The re-evaluation of the Second World War in Ukraine
As long as Ukraine was a part of the Soviet Union, the symbols and rituals surrounding the myth of the Great Patriotic War determined commemoration of the war. Since independence, Ukrainian memory culture has changed. The Second World War may remain a central theme. But nationalist historians are reinterpreting it from a nationalist-Ukrainian point of view. The underground struggle of the Organisation of Ukrainian Nationalists (OUN) and the Ukrainian Insurgent Army (UPA) is moving towards the centre of state history policy and public memory culture. OUN and UPA collaboration with the German occupying authorities and their involvement in the murder of Ukraine's Jews are largely taboo in public. The foundation of an identity und the consolidation of the nation will only succeed when these blank spots in the history of the nationalist movement have disappeared.
Imke Hansen
The political planning of memory
The Construction of History in Belarus between Conflict and Consensus
In Eastern Europe, the politics of history is a key field of political competition. This applies in particular to authoritarian ruled states, where there is no pluralistic competition of ideas; instead the regime and the repressed opposition struggle over the formation of collective memory.
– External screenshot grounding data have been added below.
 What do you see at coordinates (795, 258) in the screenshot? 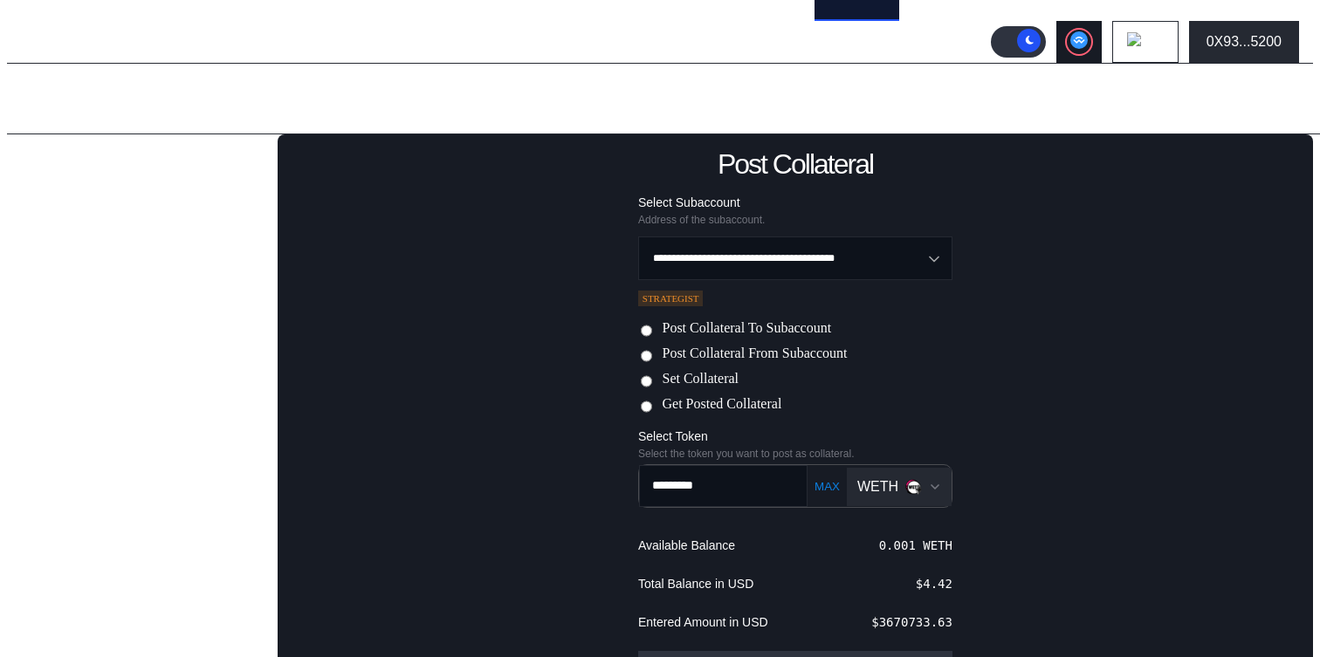
I see `button: Open menu` at bounding box center [795, 258].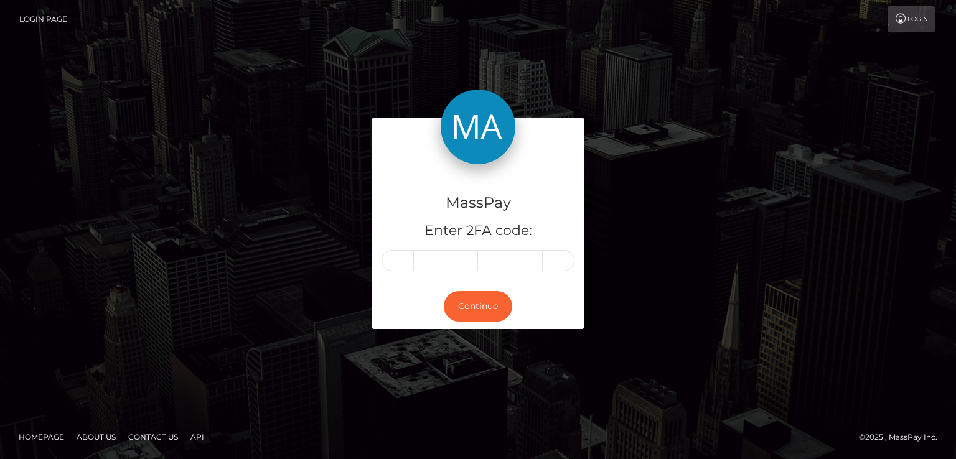 This screenshot has width=956, height=459. I want to click on a: API, so click(197, 437).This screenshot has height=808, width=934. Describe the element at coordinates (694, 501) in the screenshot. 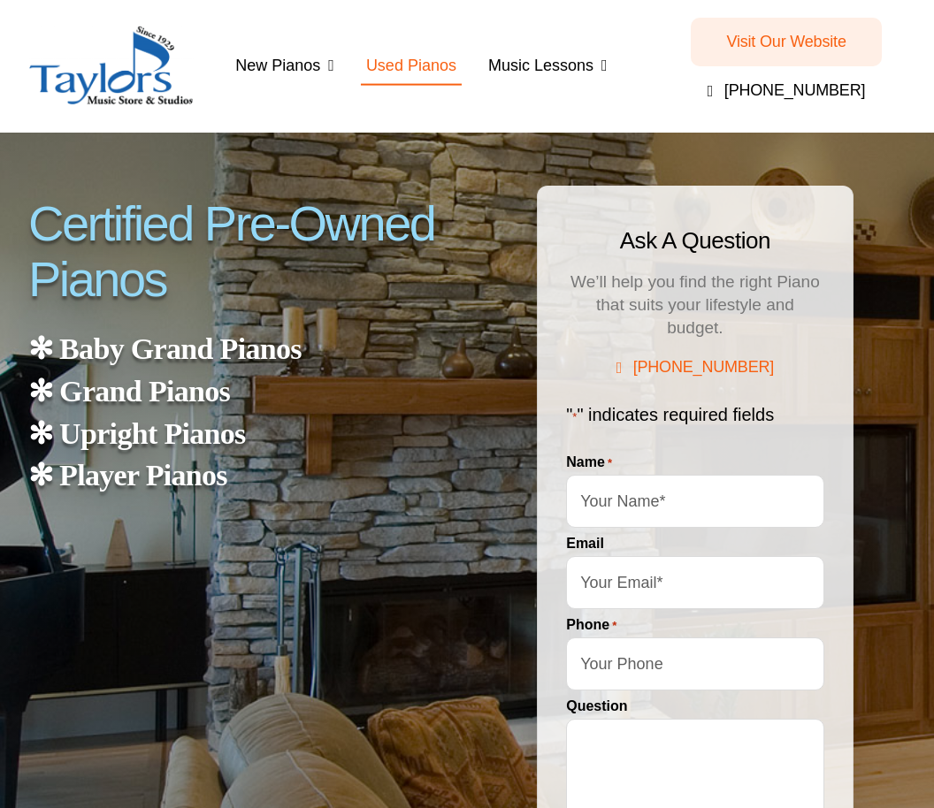

I see `input: Your Name*` at that location.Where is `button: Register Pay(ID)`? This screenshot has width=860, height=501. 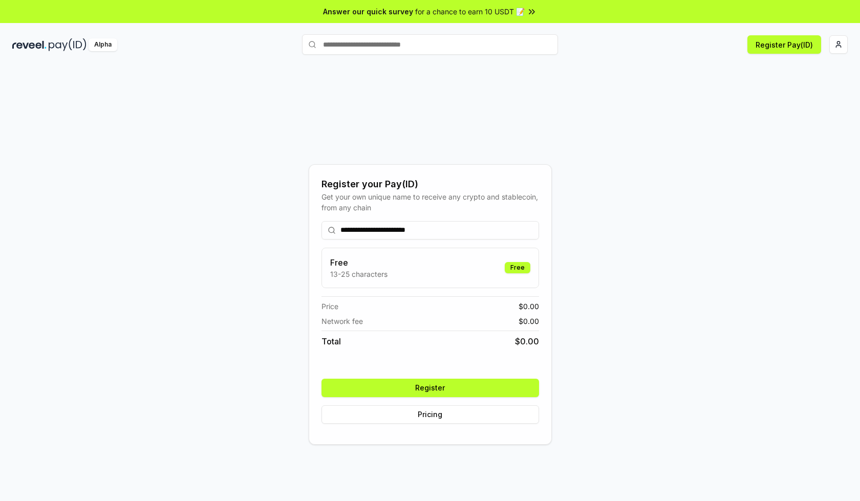 button: Register Pay(ID) is located at coordinates (784, 45).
Belarus is a perfect example of this. In Soviet tradition, the Lukashenka regime's official politics of memory makes the victory over the German occupiers in the Great Patriotic War the founding myth of the present-day Belarusian state. By contrast, the opposition sees the roots of the Belarusian state in the Grand Duchy of Lithuania. For several years, however, signs of convergence in the politics of memory have been observed.
Delphine Bechtel
From Lemberg to L'viv
Conflict over memory in a city on the border
Throughout its history, L'viv has belonged to different empires. Its multi-ethnic population consisted primarily of Poles, Jews, and Ukrainians. Western historians and émigrés romanticise the city as a multi-cultural metropolis. In fact – whether under Polish rule, during Nazi occupation, or in the Soviet Union, or nowadays as the centre of western Ukraine – the city has always been the site of aggressive identity policies that excluded segments of the population. A differentiated appraisal of the past is not taking place. The local elites are engaged in a politics of memory in which dubious traditions of the Ukrainian nationalist movement are being exalted, and the Jews and the Poles are being eliminated for a second time.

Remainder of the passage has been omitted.